Time to Match US Words with Action in the Muslim World [The National]
April 22, 2011
The US-Islamic World Forum, arranged and coordinated by the US-based Brookings Institution, has since its inception in 2004 been held in Doha, Qatar.
Not this year.
Always an engaging event - involving conversations with government, media and public intellectuals from across the Muslim world and the US - it has nonetheless been short on broad involvement from the highest levels of the United States government.
But this year was different. There was Arizona Sen John McCain (former Republican presidential candidate), Massachusetts Sen John Kerry (chairman of the Senate Foreign Relations Committee), and Hillary Rodham Clinton (Secretary of State), all giving speeches or participating in panels.
They were engaging with influential members of the Muslim world's political and religious establishments, as well as top intelligentsia. For three days this month the Muslim world's movers and shakers were welcomed to Washington DC with open arms and the government's full attention.
And yet, as heartening as it was to witness a renewed interest in dialogue from the West - enough to move the conference from the Gulf to Washington - it was equally clear that both sides continue to misunderstand each other.

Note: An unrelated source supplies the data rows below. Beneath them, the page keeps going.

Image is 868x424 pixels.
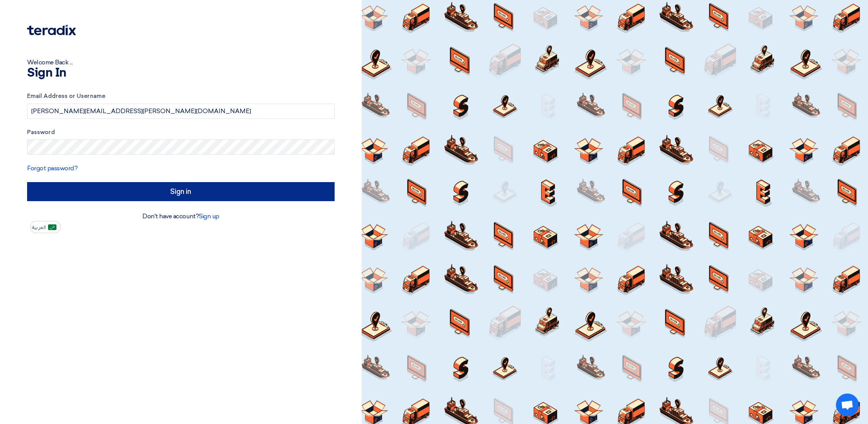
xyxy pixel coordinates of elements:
span: العربية [32,225,46,230]
input: Enter your business email or username [27,104,335,119]
input: Sign in [27,182,335,201]
h1: Sign In [27,67,335,79]
button: العربية [30,221,61,233]
label: Email Address or Username [27,92,335,100]
img: ar-AR.png [48,225,56,230]
label: Password [27,128,335,137]
img: Teradix logo [27,25,76,36]
div: Welcome Back ... [27,58,335,67]
div: Don't have account? [27,212,335,221]
div: Open chat [836,394,859,416]
a: Forgot password? [27,164,78,172]
a: Sign up [199,212,219,220]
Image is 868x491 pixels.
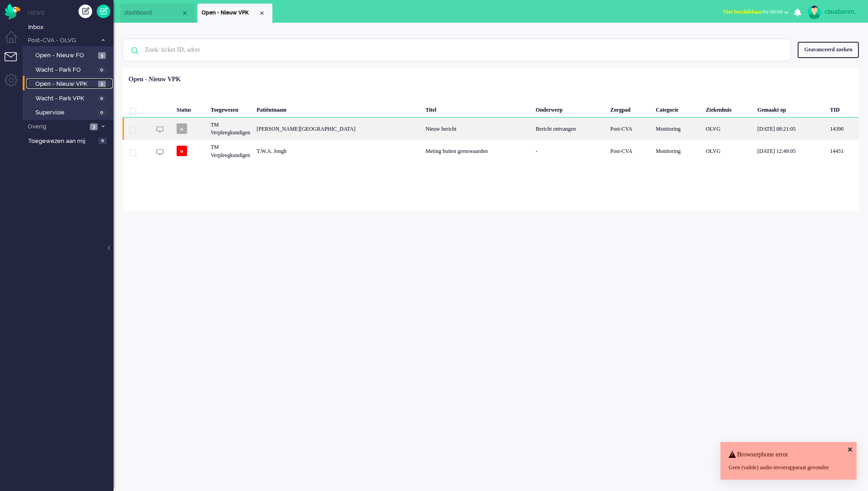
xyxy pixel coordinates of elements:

A case in point: during the conference, one key American politician took it upon himself to essentially declare to all of those assembled from the Muslim world that they should be grateful that the US had learnt from the Iraq war fiasco, and that it had been more restrained in Libya.
"Is he looking for the region to thank the US for not invading Libya and causing more mayhem?" I asked one of the American delegates. She could only sigh and shake her head.
The US does deserve credit for preventing a massacre in Benghazi, but let's not thank Washington for not being stupid. The United States should have known better in Iraq - and it would be absurd if it had not learnt that lesson already.
On another occasion, we were subjected to having to listen, time and time again, to the idea that American ideals and American interests are now one and the same, and this is why US backed the protesters in Egypt and intervened in Libya.
It's a fine sentiment - and I suspect one that many Americans wish were true. The trouble comes when these ideals are put to the test. When Secretary Clinton visited Egypt recently, she was not welcomed with rallies of support, but by protesters who demanded an apology from the US for supporting the former president, Hosni Mubarak, for three decades.
When Ms Clinton gave her speech at the Brookings forum, she certainly received a standing ovation - but afterwards she had to answer the very direct antagonism expressed by a young Bahraini civil rights activist who demanded to know why American action in the Gulf was so meek.
None of that is entirely surprising. Frankly, it's the standard rule in international relations: those who lead a nation must put the interests of their nation first. Because of its size and stature, the US is criticised more often for pushing its own interests ahead of others. But every country does the same thing.
Where things get interesting, however, is when a country's interests are defined in a way that might converge with principle. Egypt's protesters received the support of the US because it became clear that the unsustainable situation of a police state in Egypt was, in fact, unsustainable.
The lack of sustainability leads to instability - and instability leads to a poor environment for trade and general prosperity, both internally and externally. As such, America's strategic interests lay with the people of Egypt - because it seemed they were the key to stability.
There are other unsustainable situations in the Arab world. Two of them stand out most of all - the lack of enfranchisement of Arab citizens in terms of how their countries are run, and the festering problem of the Palestinian-Israeli conflict.
The first problem is being looked at very closely in Washington, as well as world-wide. I met a wide variety of public officials, inside and outside of the forum, where this was very clear. There was a sense of excitement, just on a human level, on what this meant for the people of the Arab world. But this was balanced by a fear of what may come to pass - because they were aware that their popular standing in the region is not the best.
The second problem is not being considered particularly at all - except through the prism of what it means for the security of Israel? Understandable, perhaps, but not a particularly long-sighted view. Israel's future is now in a region where people-power counts for more than it used to, and as such, is in a far more precarious situation than when the Mubaraks of the region were still in charge.
If nothing else, the US-Islamic World Forum is a place where such issues can be, often are and should continue to be interrogated.
This year, the forum's eighth, was different for many reasons, from location to level of American participation. More importantly, though, were the participants from this side of the world. This time, Arabs walked in with their heads held high, not because of what they achieved hundreds of years ago, but because of what they achieved in Tahrir Square a few weeks ago. It's definitely a new era in US-Islamic world relations.
Dr HA Hellyer is Fellow at the University of Warwick, and senior advisor to www.tahrirsquared.net.